Valve have been cooking! A new Steam Client Beta is available with something quite special for Linux gamers, as Valve work to continue improving Linux gaming.
This is some pretty impressive sounding stuff that Valve have done here, and should eventually (when stable) ensure we get a great Steam experience across many different Linux distributions - and finally with 64bit too that people have been asking for a long time. It's called the "Linux SteamRT3 Beta" and Valve explained it in the patch notes as:
The Steam for Linux client can now be run inside a Steam Runtime container. This will help the Steam client provide a more consistent experience across multiple distributions. This is the same technology we use for Steam games.
The SteamRT3 beta client is distributed alongside the regular beta client. You can opt-in to the beta client via the 'Use experimental SteamRT3 Steam Client' toggle in Settings->Interface.
The SteamRT3 beta client has been updated to 64 bits.
Please report issues specific to the SteamRT3 beta in the Beta Forums or the steam-for-linux issue tracker.

Plus some other useful changes came along for the ride:
Big Picture Mode
Moved Steam chat into the quick access menu, making it easier to access while in-game.
Introduced new quick chat feature for Steam Deck and Big Picture Mode
When in a chat, press and hold the view button to bring up quick chat options.
Move thumbstick and release view button to send a quick chat.
Quick chats can be edited in Settings > Keyboard
Remote Play
Enabled streaming while Remote Desktop is active on Windows
Added more flexible options to the Advanced Host Options for selecting primary display, resolution, refresh rate, etc. while streaming from a Windows computer. This will also allow setting whether HDR is enabled while streaming.
Added support for the SudoVDA virtual display driver on Windows. If you have the SudoVDA driver installed and select this as your primary display in the Advanced Host Options, Steam will automatically create a virtual display to match the client display settings.
Source: Valve
Quoting: praz01Why is this even being done? As someone else said in these comments Flatpak Steam already works brilliantly with marked improvements in performance over native. I'm reluctant to invest in another container implementation when I'm so heavily invested in Flatpak. Is this another Snaps? Why can't they tweak the existing flatpak implementation?Why would anything run faster in Flatpak than outside?
Quoting: EikeAs built/as tested! Unless you can match lib versions on your native OS with one tested by Steam/Lutris/Heroic or compiling wine/proton and fine tuning it, this is optimal. Most of the benchmarks out there are on Snap vs deb, but same holds for flatpak vs native.Quoting: praz01Why is this even being done? As someone else said in these comments Flatpak Steam already works brilliantly with marked improvements in performance over native. I'm reluctant to invest in another container implementation when I'm so heavily invested in Flatpak. Is this another Snaps? Why can't they tweak the existing flatpak implementation?Why would anything run faster in Flatpak than outside?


*TASK REQUIREMENTS*
Write out, without any change, the lines in the material below that run from the line with "The image size is (1114, 494)." through the line with "The width and height of the screenshot is (1071, 593).", both included.

*RECORDS FOR PROCESSING*
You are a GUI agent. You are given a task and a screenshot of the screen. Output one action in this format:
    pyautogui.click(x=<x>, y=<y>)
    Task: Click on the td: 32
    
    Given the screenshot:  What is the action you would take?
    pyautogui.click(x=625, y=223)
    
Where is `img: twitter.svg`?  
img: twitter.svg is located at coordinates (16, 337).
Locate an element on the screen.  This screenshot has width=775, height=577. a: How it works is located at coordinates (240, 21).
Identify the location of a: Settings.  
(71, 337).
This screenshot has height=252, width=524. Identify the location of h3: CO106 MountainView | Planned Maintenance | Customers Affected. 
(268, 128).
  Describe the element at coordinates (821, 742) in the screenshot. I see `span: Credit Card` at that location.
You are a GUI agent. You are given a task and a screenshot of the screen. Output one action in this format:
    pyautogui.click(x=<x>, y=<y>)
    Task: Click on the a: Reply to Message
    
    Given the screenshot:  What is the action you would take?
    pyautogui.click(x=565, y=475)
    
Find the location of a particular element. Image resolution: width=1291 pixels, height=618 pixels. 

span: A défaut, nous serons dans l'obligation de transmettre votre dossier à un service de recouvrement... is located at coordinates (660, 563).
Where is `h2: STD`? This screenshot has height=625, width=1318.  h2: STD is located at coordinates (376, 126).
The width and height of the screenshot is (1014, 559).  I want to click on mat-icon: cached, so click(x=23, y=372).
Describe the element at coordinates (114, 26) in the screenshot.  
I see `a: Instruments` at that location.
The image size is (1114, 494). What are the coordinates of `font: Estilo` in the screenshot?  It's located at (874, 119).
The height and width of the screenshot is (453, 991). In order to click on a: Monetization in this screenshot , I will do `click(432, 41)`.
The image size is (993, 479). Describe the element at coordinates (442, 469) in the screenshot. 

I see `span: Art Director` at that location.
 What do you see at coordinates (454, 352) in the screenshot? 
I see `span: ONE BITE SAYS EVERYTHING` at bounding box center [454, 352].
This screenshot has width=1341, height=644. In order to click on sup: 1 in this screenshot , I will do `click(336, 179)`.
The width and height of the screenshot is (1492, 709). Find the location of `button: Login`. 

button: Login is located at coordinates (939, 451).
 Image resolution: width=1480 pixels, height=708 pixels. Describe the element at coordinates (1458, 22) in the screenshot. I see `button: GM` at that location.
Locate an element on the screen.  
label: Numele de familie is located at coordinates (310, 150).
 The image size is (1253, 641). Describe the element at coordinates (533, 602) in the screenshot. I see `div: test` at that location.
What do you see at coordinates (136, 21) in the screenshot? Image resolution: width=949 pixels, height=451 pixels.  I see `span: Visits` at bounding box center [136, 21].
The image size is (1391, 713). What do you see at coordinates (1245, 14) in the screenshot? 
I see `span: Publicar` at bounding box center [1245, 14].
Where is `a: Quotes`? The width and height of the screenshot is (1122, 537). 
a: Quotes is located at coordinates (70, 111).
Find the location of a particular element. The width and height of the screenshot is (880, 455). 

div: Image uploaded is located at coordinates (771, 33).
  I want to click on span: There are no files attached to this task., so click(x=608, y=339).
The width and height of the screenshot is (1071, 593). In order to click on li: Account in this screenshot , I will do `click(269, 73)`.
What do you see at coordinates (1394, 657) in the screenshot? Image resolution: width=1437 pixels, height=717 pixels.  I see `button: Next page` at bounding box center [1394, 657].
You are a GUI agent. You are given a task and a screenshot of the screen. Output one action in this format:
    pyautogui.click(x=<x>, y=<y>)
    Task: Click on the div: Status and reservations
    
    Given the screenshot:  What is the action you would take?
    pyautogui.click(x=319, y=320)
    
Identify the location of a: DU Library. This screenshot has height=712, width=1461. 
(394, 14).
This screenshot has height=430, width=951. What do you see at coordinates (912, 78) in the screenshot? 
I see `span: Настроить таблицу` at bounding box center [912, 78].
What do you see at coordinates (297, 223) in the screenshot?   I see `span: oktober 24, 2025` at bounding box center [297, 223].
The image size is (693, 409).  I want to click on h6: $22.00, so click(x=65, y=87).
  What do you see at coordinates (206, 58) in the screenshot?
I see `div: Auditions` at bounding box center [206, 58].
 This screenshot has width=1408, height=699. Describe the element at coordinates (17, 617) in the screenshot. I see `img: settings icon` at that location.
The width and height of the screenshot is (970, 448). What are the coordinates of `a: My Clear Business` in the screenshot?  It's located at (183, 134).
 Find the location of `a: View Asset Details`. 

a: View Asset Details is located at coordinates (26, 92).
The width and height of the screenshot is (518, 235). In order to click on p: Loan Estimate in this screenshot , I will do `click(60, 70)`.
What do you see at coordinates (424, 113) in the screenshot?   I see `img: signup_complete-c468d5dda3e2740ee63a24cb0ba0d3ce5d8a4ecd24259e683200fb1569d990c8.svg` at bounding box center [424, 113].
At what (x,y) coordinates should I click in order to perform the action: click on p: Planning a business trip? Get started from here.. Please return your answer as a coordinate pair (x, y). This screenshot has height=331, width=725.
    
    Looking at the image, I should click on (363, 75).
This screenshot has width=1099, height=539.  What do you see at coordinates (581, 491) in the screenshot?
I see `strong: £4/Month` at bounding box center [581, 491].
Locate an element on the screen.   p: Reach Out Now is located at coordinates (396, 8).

*TASK RESPONSE*
The image size is (1114, 494). What are the coordinates of `font: Estilo` in the screenshot?  It's located at (874, 119).
The height and width of the screenshot is (453, 991). In order to click on a: Monetization in this screenshot , I will do `click(432, 41)`.
The image size is (993, 479). Describe the element at coordinates (442, 469) in the screenshot. 

I see `span: Art Director` at that location.
 What do you see at coordinates (454, 352) in the screenshot? 
I see `span: ONE BITE SAYS EVERYTHING` at bounding box center [454, 352].
This screenshot has width=1341, height=644. In order to click on sup: 1 in this screenshot , I will do `click(336, 179)`.
The width and height of the screenshot is (1492, 709). Find the location of `button: Login`. 

button: Login is located at coordinates (939, 451).
 Image resolution: width=1480 pixels, height=708 pixels. Describe the element at coordinates (1458, 22) in the screenshot. I see `button: GM` at that location.
Locate an element on the screen.  
label: Numele de familie is located at coordinates (310, 150).
 The image size is (1253, 641). Describe the element at coordinates (533, 602) in the screenshot. I see `div: test` at that location.
What do you see at coordinates (136, 21) in the screenshot? Image resolution: width=949 pixels, height=451 pixels.  I see `span: Visits` at bounding box center [136, 21].
The image size is (1391, 713). What do you see at coordinates (1245, 14) in the screenshot? 
I see `span: Publicar` at bounding box center [1245, 14].
Where is `a: Quotes`? The width and height of the screenshot is (1122, 537). 
a: Quotes is located at coordinates (70, 111).
Find the location of a particular element. The width and height of the screenshot is (880, 455). 

div: Image uploaded is located at coordinates (771, 33).
  I want to click on span: There are no files attached to this task., so click(x=608, y=339).
The width and height of the screenshot is (1071, 593). In order to click on li: Account in this screenshot , I will do `click(269, 73)`.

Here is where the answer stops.